THE SECRETARY OF THE INTERIOR'S OFFICE.

While the investigating mania was at its height, the House Committee on the Expenditures of the Interior Department determined to look into his books and business system. He accordingly received from them a formal letter asking what time would be convenient for the investigation. The Chief Clerk submitted this communication to Mr. Chandler, who said, "Tell them to come down any day, and I want you to put the best room we have at their disposal, and give them all the facilities you can to investigate the affairs of any bureau of the Department that they want to look into. If they can find anything wrong that I haven't found, I shall be very much obliged to them. They will be pumping a dry well. The work is done." The committee came, but only held a few brief sessions, and finally never concluded their labors and never made a report in relation thereto.

Active as were Mr. Chandler's party sympathies, and little disposed as he was to consult his political opponents as to his course, or to admit them to any share in the patronage at his disposal, he did not manage the Department upon merely partisan principles. He did not make removals of Democratic subordinates except for cause; he never appointed any Republican whom he did not believe to be thoroughly upright and competent. That to fill any vacancy he always sought to find the right kind of Republican was true. His civil service theories stopped with honesty and efficiency, and did not exclude pronounced political sympathy with the appointing power nor party activity. Still, he did not on any occasion enforce the payment of political assessments by his subordinates, and their work for the Republican cause was left voluntary in character. The nearest approach to mere partisanship in his use of the appointing power was the giving of places in the Department to crippled soldiers who had been discharged from the employment of the House of Representatives by the Democratic Door-keeper, and even in that it was far more the indignation of the patriot than of the Republican that stirred him. At the close of Mr. Chandler's Secretaryship, the clerks of the Department waited upon him in a body, and thanked him for the kindness they had received at his hands. While farewells were being exchanged Mr. Schurz, the new Secretary, came in and was introduced to his staff of subordinates. Mr. Chandler then said:

Mr. Secretary, I welcome you to this office. When I came here this Department was greatly tainted with corruption, especially in the Patent Office and the Indian Bureau. With the aid of the gentlemen you see around you, I have been able to cleanse it, and I believe, as far as I am able to ascertain, that no abuses exist in the bureaux I have named. I had to use the knife freely, and I believe this Department stands to-day the peer of any department of the government.

Mr. Chandler further commended the corps of employes as honest, faithful men, and Mr. Schurz replied:

I think I am expressing the general opinion of the country when I say you have succeeded in placing the Interior Department in far better condition than it had been in for years, and that the public is indebted to you for the very energetic and successful work you have performed. I enter upon the arduous duties with which I have been entrusted with an earnest desire to discharge them conscientiously, and I shall be happy when leaving the Department to have achieved as good a reputation for practical efficiency as you have won. I thank you, sir, for this cordial welcome, and I will say to the gentlemen to whom you have introduced me that they shall have my protection; and I ask from them the same faithful assistance they have given you.

The tribute which Secretary Schurz at the outset thus paid to the practical efficiency of his predecessor merely expressed the public verdict which greeted the close of Mr. Chandler's term. Examination did not compel any modifying of this praise, and after Mr. Chandler's death his successor in the Interior Department—a man very exacting in judgment and one with whom his political differences had been numerous—again said: "In the course of the last two years I have frequently discovered in the transaction of public business traces of his good judgment and his energetic determination to do what was right."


• Directions for this task
Reproduce the listing word for word, leaving every picture behind.

• Given records

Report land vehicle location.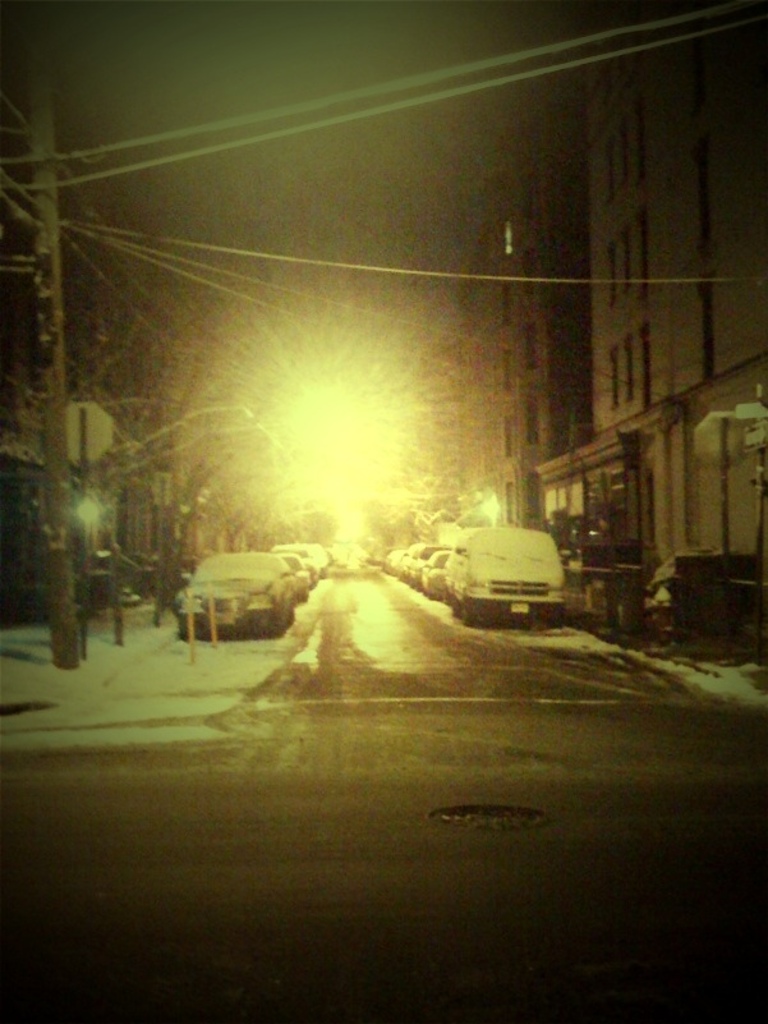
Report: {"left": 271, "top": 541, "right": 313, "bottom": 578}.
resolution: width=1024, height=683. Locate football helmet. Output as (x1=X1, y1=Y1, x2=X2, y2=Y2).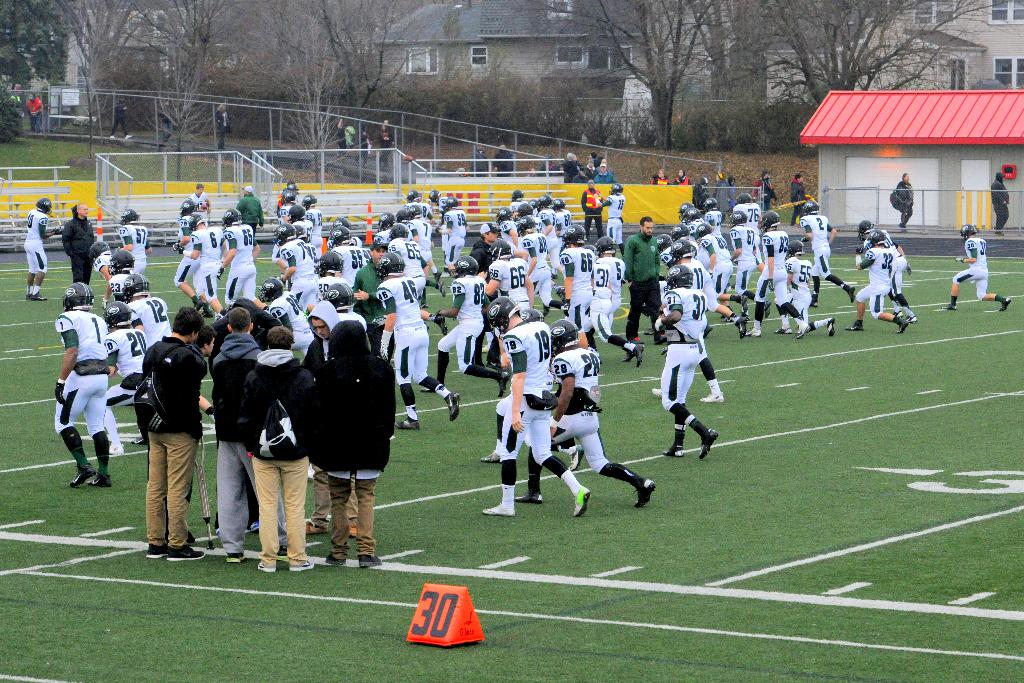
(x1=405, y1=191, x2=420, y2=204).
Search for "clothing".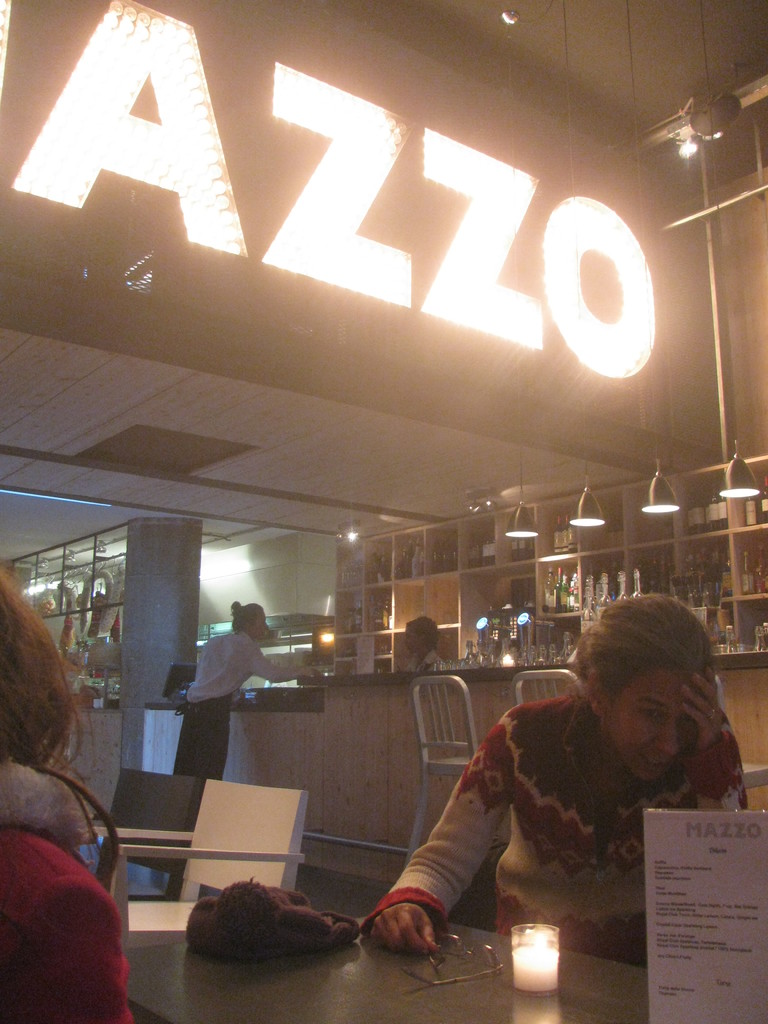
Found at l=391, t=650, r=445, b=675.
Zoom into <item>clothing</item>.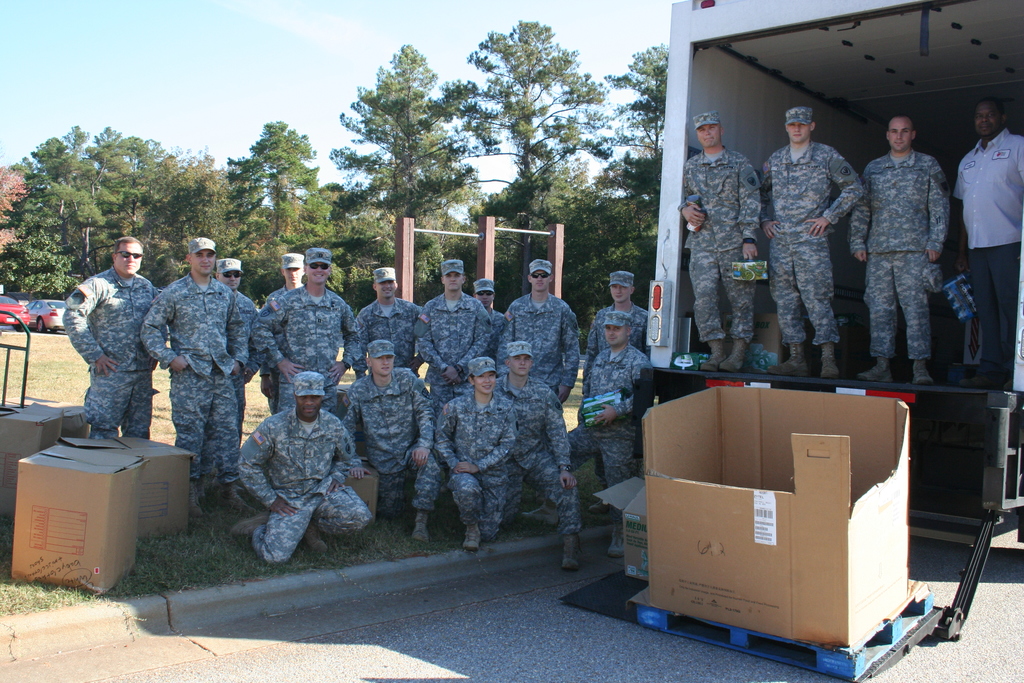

• Your solution
Report land vehicle location.
Report: {"left": 271, "top": 541, "right": 313, "bottom": 578}.
resolution: width=1024, height=683. Locate football helmet. Output as (x1=X1, y1=Y1, x2=X2, y2=Y2).
(x1=405, y1=191, x2=420, y2=204).
Search for "clothing".
Found at l=391, t=650, r=445, b=675.
Zoom into <item>clothing</item>.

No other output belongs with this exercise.